Fidelity Investments teamed up with both an in-house unit with a certifiable level of independence, Strategic Advisors, and with Ibbotson, in March 2003. But thus far only 15 of Fidelity's 24,000 total clients, with a total of about $170 million, have adopted the product. That's a tiny percentage of the giant fund family's $632 billion in defined-contribution-plan assets under administration. Fidelity, for one, has chosen not to offer managed accounts as a default option because its product requires participants to answer enough questions that the process cannot be considered automatic.
Vanguard Group teamed up with Financial Engines in April to offer its first managed account product. Thus far eight plan-sponsor clients have signed on. "We're in active conversation with numerous others," says Bert Dalby, a principal of Vanguard.
New York Life InsuranceMorningstar is announcing its product offering this month. Based on focus groups with about 30 plan-sponsor clients, NYLIM's Salama predicts that some 40 percent of the insurer's 2,100 defined contribution clients will offer managed accounts after the product's rollout in early 2005.
Principal Group announced its managed account offering in May 2004, with Ibbotson providing the independent advice. The new product will appear before the end of the year.
Life-cycle funds and managed accounts both carry a layer of fees on top of the basic investment management fee charged by an individual fund. Typically, life-cycle funds cost an additional 15 basis points, and personally tailored managed accounts cost an extra 75 to 100 basis points.

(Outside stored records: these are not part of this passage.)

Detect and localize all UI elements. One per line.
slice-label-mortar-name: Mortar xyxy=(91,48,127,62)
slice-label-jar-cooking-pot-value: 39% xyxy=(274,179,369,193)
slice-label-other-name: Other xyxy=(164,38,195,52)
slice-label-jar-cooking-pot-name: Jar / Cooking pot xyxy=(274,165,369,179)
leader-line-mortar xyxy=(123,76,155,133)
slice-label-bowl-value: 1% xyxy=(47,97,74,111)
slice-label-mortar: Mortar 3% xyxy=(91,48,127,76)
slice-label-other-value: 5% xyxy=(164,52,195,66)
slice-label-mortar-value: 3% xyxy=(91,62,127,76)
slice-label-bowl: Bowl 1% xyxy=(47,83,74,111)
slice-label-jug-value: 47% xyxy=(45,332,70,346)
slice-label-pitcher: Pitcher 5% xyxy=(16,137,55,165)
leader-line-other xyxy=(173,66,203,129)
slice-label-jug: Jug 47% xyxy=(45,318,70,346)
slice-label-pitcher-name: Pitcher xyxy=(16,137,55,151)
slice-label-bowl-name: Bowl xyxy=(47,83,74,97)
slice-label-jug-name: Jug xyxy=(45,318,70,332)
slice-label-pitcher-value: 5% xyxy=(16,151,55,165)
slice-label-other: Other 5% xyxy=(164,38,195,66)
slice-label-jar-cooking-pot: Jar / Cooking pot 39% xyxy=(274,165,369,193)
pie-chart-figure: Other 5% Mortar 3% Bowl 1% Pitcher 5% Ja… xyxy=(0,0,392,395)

Though life-cycle funds have been part of 401(k)s since the early 1990s, they came into their own during the 2000'02 bear market, when investors were looking for alternatives to equity funds. According to the Investment Company Institute, the leading mutual fund industry association, assets in life-cycle funds in defined contribution plans grew to $28 billion at the end of 2003, up from $8 billion at the end of 1999.
"Through the 1990s these balanced life-cycle funds did not hold the same appeal as the booming equity markets," notes Sarah Holden, a senior economist at the ICI. "With the bear market, there's been a flurry of interest."

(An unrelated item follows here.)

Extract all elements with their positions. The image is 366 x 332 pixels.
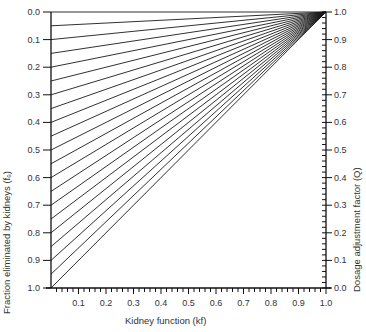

Fidelity, for example, launched its life-cycle portfolios in 1996. By 1999 some 23 percent of Fidelity's plan sponsors included life-cycle funds as an investment option; by January 2004 a whopping 71 percent of Fidelity's plan-sponsor clients offered these investment options. In all, 1.8 million Fidelity plan participants have amassed about $17.3 billion in assets in these vehicles during the past eight years.
In Fidelity's case, more than 20 percent of 1,500 public clients (or about 300) have the life-cycle funds as a default. By contrast, only about 2 percent of Fidelity's some 10,000 corporate plan sponsors (or about 200) do the same. "The tax-exempt market has led the way," reports Steven Deschenes, executive vice president of Fidelity's institutional retirement services unit. "The corporates are following," he predicts.

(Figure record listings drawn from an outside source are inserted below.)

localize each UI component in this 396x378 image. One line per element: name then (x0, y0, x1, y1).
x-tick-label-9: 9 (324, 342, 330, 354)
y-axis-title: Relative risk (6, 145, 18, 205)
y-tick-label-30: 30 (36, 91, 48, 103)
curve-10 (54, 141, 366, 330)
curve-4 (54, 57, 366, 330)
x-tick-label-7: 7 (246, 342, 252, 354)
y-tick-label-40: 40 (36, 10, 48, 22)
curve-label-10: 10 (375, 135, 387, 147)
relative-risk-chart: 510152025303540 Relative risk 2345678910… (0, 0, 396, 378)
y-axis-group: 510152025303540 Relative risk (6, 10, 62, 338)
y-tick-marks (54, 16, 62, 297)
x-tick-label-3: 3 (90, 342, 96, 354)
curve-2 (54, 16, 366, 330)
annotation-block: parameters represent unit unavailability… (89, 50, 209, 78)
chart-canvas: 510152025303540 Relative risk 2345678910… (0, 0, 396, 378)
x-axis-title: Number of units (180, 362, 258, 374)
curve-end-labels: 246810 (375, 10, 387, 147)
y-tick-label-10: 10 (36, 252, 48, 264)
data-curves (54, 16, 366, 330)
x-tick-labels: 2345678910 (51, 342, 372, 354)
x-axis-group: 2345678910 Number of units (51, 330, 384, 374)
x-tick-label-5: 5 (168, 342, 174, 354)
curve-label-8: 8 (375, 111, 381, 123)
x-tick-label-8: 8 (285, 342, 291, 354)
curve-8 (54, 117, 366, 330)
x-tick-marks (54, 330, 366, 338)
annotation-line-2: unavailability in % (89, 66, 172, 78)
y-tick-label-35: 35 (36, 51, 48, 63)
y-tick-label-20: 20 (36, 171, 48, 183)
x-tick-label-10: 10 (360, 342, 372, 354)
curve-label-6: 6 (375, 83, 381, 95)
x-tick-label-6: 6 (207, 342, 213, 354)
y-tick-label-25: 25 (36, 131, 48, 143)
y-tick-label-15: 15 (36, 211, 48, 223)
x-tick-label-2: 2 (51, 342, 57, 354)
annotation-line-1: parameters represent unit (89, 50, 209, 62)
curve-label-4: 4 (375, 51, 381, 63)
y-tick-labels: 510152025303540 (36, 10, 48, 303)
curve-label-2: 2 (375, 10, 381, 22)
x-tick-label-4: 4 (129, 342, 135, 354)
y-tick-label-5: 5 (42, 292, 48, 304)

Vanguard, the No. 2 player in the space, commands about $8.2 billion in life-cycle assets, and third-place T. Rowe Price has $279 million.
Although these are fairly modest asset levels, the newer managed accounts are expected to grow quickly. "At the moment, the number of plan sponsors who are defaulting participants into managed accounts is extremely small," says Morningstar president John Rekenthaler. "But there's no question that this is a topic of great interest right now."